The Death Penalty Option: I Support It

May 1, 2012 9:07 am 1 comment

The lethal injection room at San Quentin State Prison.

A New York Times editorial on April 27 continued the paper’s ongoing campaign over the years to end the death penalty in the United States.

The editorial points out that only 33 states retain the death penalty.  New York is not one of them.  Wikipedia notes how that came to be.  It reports:

People v. LaValle, 3 N.Y.3d 88 (2004), was a landmark decision by the New York Court of Appeals, the highest court in the U.S. state of New York, in which the court ruled that the state’s death penalty statute was unconstitutional because of the statute’s direction on how the jury was to be instructed in case of deadlock.  New York has since been without the death penalty, as the law has not been amended.”

The Times cites a recent report issued by the National Research Council.  The Council “has now reached the striking and convincing conclusion that all of the research about deterrence and the death penalty done in the past generation, including by some first-rank scholars at the most prestigious universities, should be ignored.”

Why?

The Times editorial continued, “A lot of the research assumes that ‘potential murderers respond to the objective risk of execution,’ but only one in six of the people sentenced to death in the last 35 years have been executed and no study properly took that diminished risk into account.”

Is it reasonable to believe that potential murderers were aware of the statistic that most death penalty sentences were not being carried out?  I, having a scholarly interest in the topic, was not aware of this fact.

Putting aside deterrence, supporters emphasize a second reason for continuing the death penalty:  society needs to show its moral outrage at particularly heinous crimes, such as the one committed in Connecticut in July, 2007.  That crime involved the brutal raping of a 48-year-old woman and one of her daughters.  Both daughters, one 17-years old and the other 11-years old, were tied to their beds and perished when their house was set on fire.  The two men apprehended and convicted of the crimes in separate trials were sentenced to death.  Last week Connecticut’s governor, Dannel Malloy, signed a law abolishing the death penalty in that state.

Amazingly, after the incessant campaign by death penalty opponents, an October, 2011 Gallup Poll showed that 61 percent of Americans still support the penalty, down from an all-time high of 80 percent in 1994.  I remain one of those who support the death penalty and, as of this moment in time, the U.S. Supreme Court’s decision finding the death penalty constitutional remains the law of the land.

I do not believe there is a single case in the U.S. where academics and law enforcement authorities agree that an innocent person has been put to death.  Yes, innocent people have been convicted at trial, but as a result of appeals, they have been exonerated before the sentence was carried out.  Even if opponents were to cite such a case, I would still support having the penalty available as an option in particularly heinous murders.  The reason being that many more innocent lives would be saved because of the deterrence factor.

Death penalty opponents always claim racism in the meting out of the penalty, conveying that blacks and Hispanics are victims of that racism.  What they rarely state is that while proportionate to the population whites commit fewer murders than blacks and Hispanics, they receive the death penalty in greater numbers.  The cry of racism by the opponents really stems from the contention that the murderers of minority victims are given prison sentences to a greater degree than death sentences, whereas the murderers of white victims are more likely to be given death sentences.

Those opponents don’t urge that more minority murderers of minorities be given the death penalty in larger numbers upon conviction, but rather that no one suffer that penalty.

Also, did anyone at the Times editorial board consider what the effect on the murder rate in the U.S. might be if instead of one in six executions being carried out, six in six were timely executed and reported on the front pages of the Times and other papers?

Death penalty opponents certainly have the right to express their views as they have successfully done for many years, causing a reduction in support for the penalty.  Regrettably, their editorials have frightened many in the public from speaking out in favor of retaining the death penalty for fear of being labeled racist when such a charge is manifestly unfair.  I hope those “first-rank scholars at the most prestigious universities” supporting the death penalty (I don’t recall the Times referring to their opinions in its prior editorials) will now speak out.

I also hope that other death penalty supporters get involved in this discussion.  Don’t be frightened into silence.

1 Comment

  • Mary Hrabowska

    Yes, I support the death penalty for terrorists (I’m personally one of the 9/11 victim, and do not see so far anybody paid for that crime) and for other especially heinous crime. The accusation of “racism”, “islamofobia”, etc. is completely unsupported, in view of the statistics. I hope that at last people in NY will open their eyes.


_WORK ORDER_: Copy out all lines in the data below containing the string "TPGRS".

(EXTRACTED INFORMATION begins)

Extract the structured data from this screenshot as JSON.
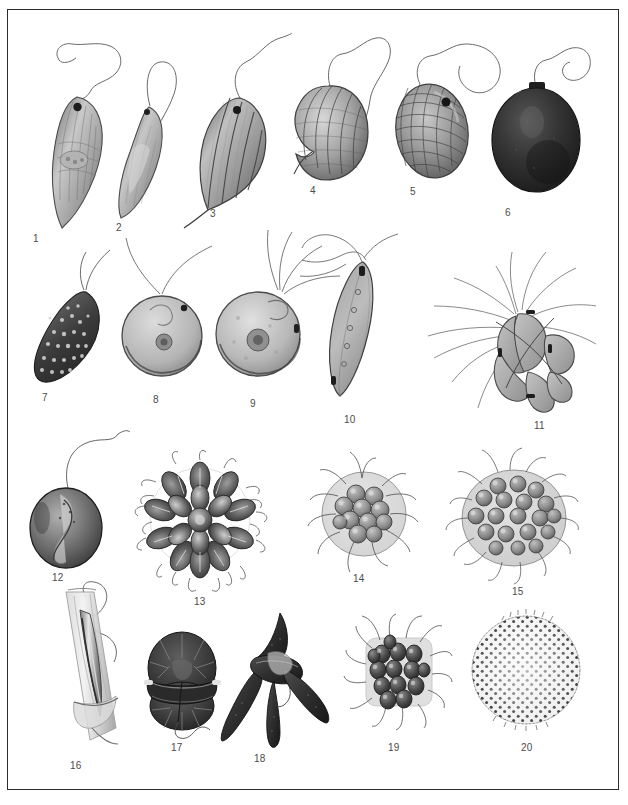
{
  "plate": {
    "kind": "scientific-illustration-plate",
    "subject": "flagellate protists and colonial algae",
    "background_color": "#ffffff",
    "frame_color": "#2b2b2b",
    "ink_color": "#3a3a3a",
    "label_color": "#4c4c4c",
    "rows": 4,
    "figure_count": 20
  },
  "figures": [
    {
      "number": "1",
      "label_x": 33,
      "label_y": 233,
      "x": 30,
      "y": 75,
      "w": 90,
      "h": 155,
      "kind": "euglenoid-spindle",
      "tone": "#9a9a9a"
    },
    {
      "number": "2",
      "label_x": 116,
      "label_y": 222,
      "x": 92,
      "y": 70,
      "w": 80,
      "h": 150,
      "kind": "crescent-flagellate",
      "tone": "#a5a5a5"
    },
    {
      "number": "3",
      "label_x": 210,
      "label_y": 208,
      "x": 172,
      "y": 62,
      "w": 95,
      "h": 150,
      "kind": "ribbed-teardrop",
      "tone": "#8f8f8f"
    },
    {
      "number": "4",
      "label_x": 310,
      "label_y": 185,
      "x": 278,
      "y": 60,
      "w": 90,
      "h": 130,
      "kind": "striate-ovoid",
      "tone": "#9c9c9c"
    },
    {
      "number": "5",
      "label_x": 410,
      "label_y": 186,
      "x": 380,
      "y": 58,
      "w": 95,
      "h": 130,
      "kind": "cross-hatched-ovoid",
      "tone": "#8a8a8a"
    },
    {
      "number": "6",
      "label_x": 505,
      "label_y": 207,
      "x": 482,
      "y": 62,
      "w": 95,
      "h": 140,
      "kind": "dark-ovoid",
      "tone": "#3d3d3d"
    },
    {
      "number": "7",
      "label_x": 42,
      "label_y": 392,
      "x": 22,
      "y": 252,
      "w": 90,
      "h": 135,
      "kind": "speckled-oval",
      "tone": "#4a4a4a"
    },
    {
      "number": "8",
      "label_x": 153,
      "label_y": 394,
      "x": 110,
      "y": 240,
      "w": 95,
      "h": 145,
      "kind": "round-biflagellate",
      "tone": "#b2b2b2"
    },
    {
      "number": "9",
      "label_x": 250,
      "label_y": 398,
      "x": 212,
      "y": 238,
      "w": 100,
      "h": 148,
      "kind": "round-quadriflagellate",
      "tone": "#b6b6b6"
    },
    {
      "number": "10",
      "label_x": 344,
      "label_y": 414,
      "x": 320,
      "y": 245,
      "w": 80,
      "h": 160,
      "kind": "fusiform-flagellate",
      "tone": "#9f9f9f"
    },
    {
      "number": "11",
      "label_x": 534,
      "label_y": 420,
      "x": 425,
      "y": 258,
      "w": 155,
      "h": 150,
      "kind": "bristled-cluster",
      "tone": "#a8a8a8"
    },
    {
      "number": "12",
      "label_x": 52,
      "label_y": 572,
      "x": 22,
      "y": 440,
      "w": 95,
      "h": 125,
      "kind": "dark-sphere-flagellate",
      "tone": "#5a5a5a"
    },
    {
      "number": "13",
      "label_x": 194,
      "label_y": 596,
      "x": 135,
      "y": 452,
      "w": 125,
      "h": 135,
      "kind": "rosette-colony",
      "tone": "#555555"
    },
    {
      "number": "14",
      "label_x": 353,
      "label_y": 573,
      "x": 310,
      "y": 462,
      "w": 105,
      "h": 105,
      "kind": "small-gloeo-colony",
      "tone": "#8c8c8c"
    },
    {
      "number": "15",
      "label_x": 512,
      "label_y": 586,
      "x": 450,
      "y": 460,
      "w": 120,
      "h": 120,
      "kind": "large-gloeo-colony",
      "tone": "#9a9a9a"
    },
    {
      "number": "16",
      "label_x": 70,
      "label_y": 760,
      "x": 50,
      "y": 585,
      "w": 80,
      "h": 165,
      "kind": "lorica-tube",
      "tone": "#9e9e9e"
    },
    {
      "number": "17",
      "label_x": 171,
      "label_y": 742,
      "x": 135,
      "y": 625,
      "w": 90,
      "h": 110,
      "kind": "armoured-dinoflagellate",
      "tone": "#3f3f3f"
    },
    {
      "number": "18",
      "label_x": 254,
      "label_y": 753,
      "x": 225,
      "y": 612,
      "w": 95,
      "h": 135,
      "kind": "horned-dinoflagellate",
      "tone": "#3a3a3a"
    },
    {
      "number": "19",
      "label_x": 388,
      "label_y": 742,
      "x": 345,
      "y": 620,
      "w": 105,
      "h": 110,
      "kind": "square-plate-colony",
      "tone": "#6a6a6a"
    },
    {
      "number": "20",
      "label_x": 521,
      "label_y": 742,
      "x": 470,
      "y": 612,
      "w": 115,
      "h": 120,
      "kind": "stippled-sphere",
      "tone": "#777777"
    }
  ]
}
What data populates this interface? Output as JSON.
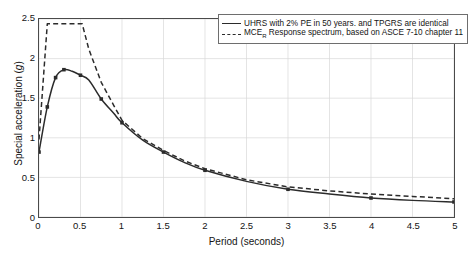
{
  "chart_data": {
    "type": "line",
    "title": "",
    "xlabel": "Period (seconds)",
    "ylabel": "Special acceleration (g)",
    "xlim": [
      0,
      5
    ],
    "ylim": [
      0,
      2.5
    ],
    "xticks": [
      "0",
      "0.5",
      "1",
      "1.5",
      "2",
      "2.5",
      "3",
      "3.5",
      "4",
      "4.5",
      "5"
    ],
    "yticks": [
      "0",
      "0.5",
      "1",
      "1.5",
      "2",
      "2.5"
    ],
    "grid": true,
    "legend_position": "top-right",
    "series": [
      {
        "name": "UHRS with 2% PE in 50 years. and TPGRS are identical",
        "style": "solid",
        "color": "#2b2b2b",
        "marker": "square",
        "x": [
          0,
          0.1,
          0.2,
          0.3,
          0.4,
          0.5,
          0.6,
          0.75,
          0.9,
          1.0,
          1.25,
          1.5,
          1.75,
          2.0,
          2.5,
          3.0,
          3.5,
          4.0,
          4.5,
          5.0
        ],
        "y": [
          0.82,
          1.39,
          1.76,
          1.86,
          1.84,
          1.79,
          1.73,
          1.49,
          1.31,
          1.19,
          0.97,
          0.82,
          0.69,
          0.59,
          0.45,
          0.35,
          0.29,
          0.24,
          0.21,
          0.19
        ],
        "marker_x": [
          0,
          0.1,
          0.2,
          0.3,
          0.5,
          0.75,
          1.0,
          1.5,
          2.0,
          3.0,
          4.0,
          5.0
        ],
        "marker_y": [
          0.82,
          1.39,
          1.76,
          1.86,
          1.79,
          1.49,
          1.19,
          0.82,
          0.59,
          0.35,
          0.24,
          0.19
        ]
      },
      {
        "name": "MCE_R Response spectrum, based on ASCE 7-10 chapter 11",
        "name_base": "MCE",
        "name_sub": "R",
        "name_rest": " Response spectrum, based on ASCE 7-10 chapter 11",
        "style": "dashed",
        "color": "#2b2b2b",
        "marker": "none",
        "x": [
          0,
          0.1,
          0.52,
          0.6,
          0.75,
          0.9,
          1.0,
          1.25,
          1.5,
          1.75,
          2.0,
          2.5,
          3.0,
          3.5,
          4.0,
          4.5,
          5.0
        ],
        "y": [
          0.98,
          2.44,
          2.44,
          2.12,
          1.7,
          1.41,
          1.22,
          0.99,
          0.84,
          0.71,
          0.61,
          0.47,
          0.38,
          0.33,
          0.29,
          0.26,
          0.23
        ]
      }
    ]
  },
  "legend": {
    "entries": [
      {
        "label": "UHRS with 2% PE in 50 years. and TPGRS are identical"
      },
      {
        "label_base": "MCE",
        "label_sub": "R",
        "label_rest": " Response spectrum, based on ASCE 7-10 chapter 11"
      }
    ]
  }
}
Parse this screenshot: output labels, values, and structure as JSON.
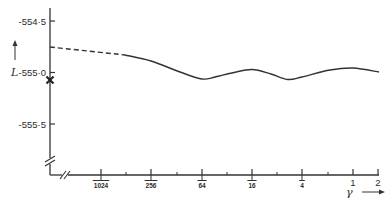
{
  "chart_data": {
    "type": "line",
    "title": "",
    "xlabel": "γ",
    "ylabel": "L",
    "x_scale": "log",
    "x_ticks": [
      {
        "value": 0.0009765625,
        "label_num": "1",
        "label_den": "1024",
        "px": 101
      },
      {
        "value": 0.00390625,
        "label_num": "1",
        "label_den": "256",
        "px": 151
      },
      {
        "value": 0.015625,
        "label_num": "1",
        "label_den": "64",
        "px": 202
      },
      {
        "value": 0.0625,
        "label_num": "1",
        "label_den": "16",
        "px": 252
      },
      {
        "value": 0.25,
        "label_num": "1",
        "label_den": "4",
        "px": 302
      },
      {
        "value": 1,
        "label": "1",
        "px": 353
      },
      {
        "value": 2,
        "label": "2",
        "px": 378
      }
    ],
    "x_minor_ticks_px": [
      126,
      177,
      227,
      277,
      328
    ],
    "y_ticks": [
      {
        "value": -554.5,
        "label": "-554·5",
        "py": 21
      },
      {
        "value": -555.0,
        "label": "-555·0",
        "py": 72.5
      },
      {
        "value": -555.5,
        "label": "-555·5",
        "py": 124
      }
    ],
    "ylim": [
      -555.7,
      -554.4
    ],
    "axis_breaks": {
      "x": true,
      "y": true
    },
    "grid": false,
    "legend": null,
    "series": [
      {
        "name": "extrapolated",
        "style": "dashed",
        "points": [
          {
            "gamma": 3e-05,
            "L": -554.75,
            "px": 50,
            "py": 47
          },
          {
            "gamma": 0.0018,
            "L": -554.83,
            "px": 125,
            "py": 55
          }
        ]
      },
      {
        "name": "computed",
        "style": "solid",
        "points": [
          {
            "gamma": 0.0018,
            "L": -554.83,
            "px": 125,
            "py": 55
          },
          {
            "gamma": 0.0039,
            "L": -554.89,
            "px": 151,
            "py": 61
          },
          {
            "gamma": 0.0089,
            "L": -555.0,
            "px": 180,
            "py": 72
          },
          {
            "gamma": 0.0156,
            "L": -555.06,
            "px": 202,
            "py": 79
          },
          {
            "gamma": 0.0215,
            "L": -555.05,
            "px": 215,
            "py": 77
          },
          {
            "gamma": 0.035,
            "L": -555.01,
            "px": 232,
            "py": 73
          },
          {
            "gamma": 0.0625,
            "L": -554.97,
            "px": 252,
            "py": 69.5
          },
          {
            "gamma": 0.11,
            "L": -555.01,
            "px": 271,
            "py": 74
          },
          {
            "gamma": 0.16,
            "L": -555.07,
            "px": 288,
            "py": 79.5
          },
          {
            "gamma": 0.25,
            "L": -555.05,
            "px": 302,
            "py": 77
          },
          {
            "gamma": 0.55,
            "L": -554.98,
            "px": 330,
            "py": 70
          },
          {
            "gamma": 1.0,
            "L": -554.96,
            "px": 353,
            "py": 68
          },
          {
            "gamma": 2.0,
            "L": -555.0,
            "px": 379,
            "py": 72
          }
        ]
      },
      {
        "name": "reference-marker",
        "style": "x-marker",
        "points": [
          {
            "gamma": 0,
            "L": -555.07,
            "px": 50,
            "py": 80
          }
        ]
      }
    ]
  },
  "axes": {
    "y_label": "L",
    "y_arrow": "↑",
    "x_label": "γ",
    "x_arrow": "→"
  }
}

(EXTRACTED INFORMATION ends)

_EXERCISE SOLUTION_:
        "name": "UHRS with 2% PE in 50 years. and TPGRS are identical",
        "label": "UHRS with 2% PE in 50 years. and TPGRS are identical"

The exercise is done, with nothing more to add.